23. Wind and Weather in the Various Parts of the Storm Area. - Observation has shown that there are certain conditions of wind, cloud, temperature, etc., that are peculiar to certain portions of the storm area, the same conditions being always encountered in the same portion. Of no feature is this so true as of the direction of the winds around the center of the storm, and it is by carefully observing this direction, and the manner in which it changes-the "shifts" of the wind- added to the behavior of the barometer, that the mariner is enabled to decide whether he is in advance of the storm, with the latter bearing down full upon him, or in the rear, having already withstood its worst severity; whether he is to the north of the track, or to the south; and if compelled to heave-to, whether he must do so on the port tack or the starboard, in order to escape the danger of being overborne by the heavy seas, or struck aback by some sudden squall of wind.

As soon as a barometric depression is formed at any point, there is a tendency of the air to rush in from all sides toward that point until the depression is filled up and the barometric level is restored. If, then, barometric difference were the only thing to be considered, we would find surrounding a storm a series of winds all blowing straight toward the center, just as the spokes of a wheel are all directed toward the hub. This simple condition of things is never realized, owing to the fact that, in the first place, the storm center itself is in rapid motion, and a wind constantly directed toward this center would therefore of necessity be continually shifting; and in the second place, to the fact that all winds in the northern hemisphere, owing to the rotation of the earth on its axis, undergo a constant deflection toward the right.
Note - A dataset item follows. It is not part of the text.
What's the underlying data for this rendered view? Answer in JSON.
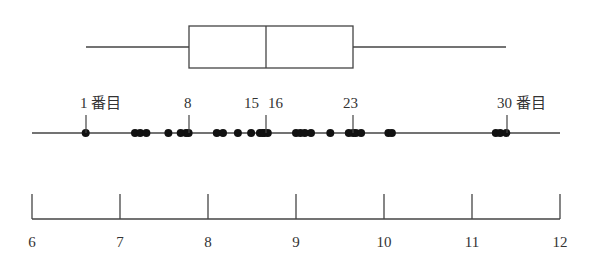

Under these two influences, the wind, instead of blowing directly toward the storm center along straight lines, follows a constantly incurving path.

24. Rotation of Wind. - In the northern hemisphere, we have therefore the following law governing the rotation of the winds: Around a center of low barometer, the winds circulate

in a direction contrary to the motion of the hands of a watch. To the east, then, in advance of a barometric depression, southerly and southeasterly winds will prevail, marking the storm's approach. To the west, in the rear, northerly and northwesterly winds mark its departure. North of the center, we have easterly and northeasterly winds; south of the center, westerly and southwesterly winds.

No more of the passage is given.